Three Bold Plans to Save the Seas
The bleak prognosis for marine species—and ultimately humans—in an environment of unchecked ocean acidification has prompted scientists to suggest a number of mitigation strategies.
1 One proposal, first suggested in the late 1980s by oceanographer John Martin of the Moss Landing Marine Laboratories in California, involves seeding ocean surfaces with iron to promote phytoplankton blooms that will soak up carbon dioxide, eventually exporting it into the deep ocean. The plan has the added theoretical benefit of reducing atmospheric carbon. The first part of the process, the phytoplankton bloom, has already been demonstrated in small-scale tests in the South Pacific and the equatorial Pacific Ocean. But no one has ever shown that a carbon drawdown will persist over time, making many scientists fear that the effort could send the ocean’s biochemical systems careering in unforeseen directions.
2 A second tactic under consideration at places like the Carnegie Institution of Washington and the University of California at Santa Cruz is to neutralize the seas—possibly with limestone from, say, the White Cliffs of Dover. But there are problems here as well: The scale of the mining and transportation effort to harvest these minerals would be enormous and extremely expensive. Moreover, it would itself involve the expenditure of large amounts of energy and thus the emission of additional carbon dioxide into the atmosphere.
3 Last year a team of scientists led by Kurt Zenz House, a doctoral candidate at Harvard University, proposed something they call engineered weathering, inspired by a natural process in which slightly acidic freshwater is neutralized by exposure to alkalizing minerals. Under House’s proposal, hydrochloric acid would be harvested from the ocean by a specialized electrochemical treatment and then exposed to silicates, resulting in a net alkalizing shift.

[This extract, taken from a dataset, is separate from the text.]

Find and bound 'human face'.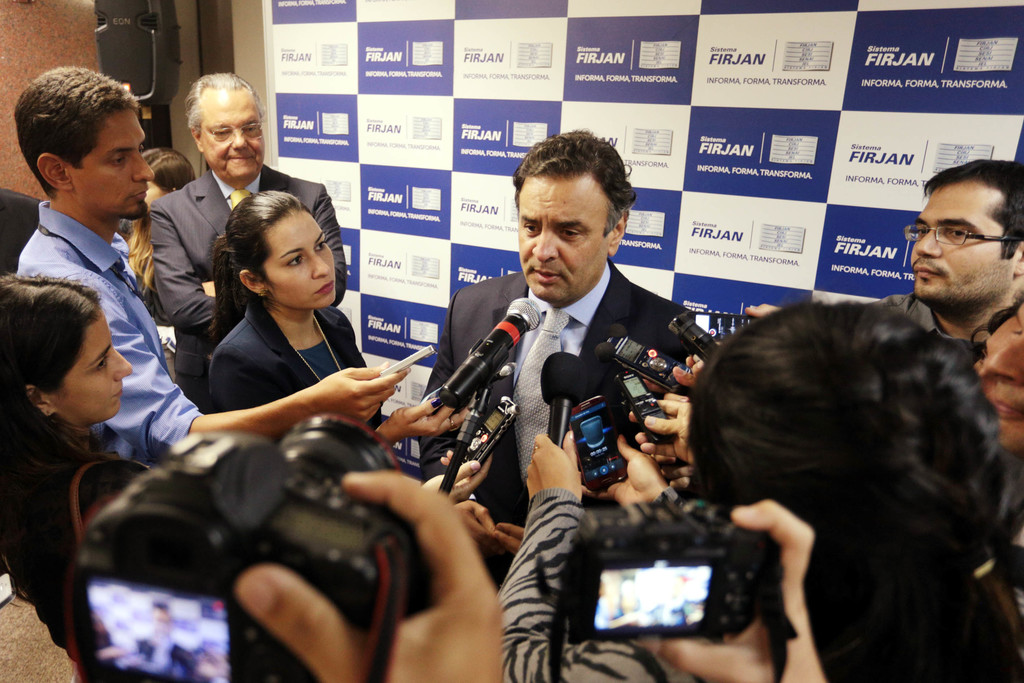
Bound: l=54, t=313, r=131, b=420.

When it comes to saving the seas, of course, the kind of technological fixes suggested here would be measures of last resort. Bärbel Hönisch, a marine biologist and geochemist at Columbia University’s Lamont-Doherty Earth Observatory, points out that “none of these strategies has been tested over the long term, and the potential effects on the ecosystem are uncertain.” In the end, she adds, the best solution might be the most obvious one: Dramatically reduce our carbon emissions.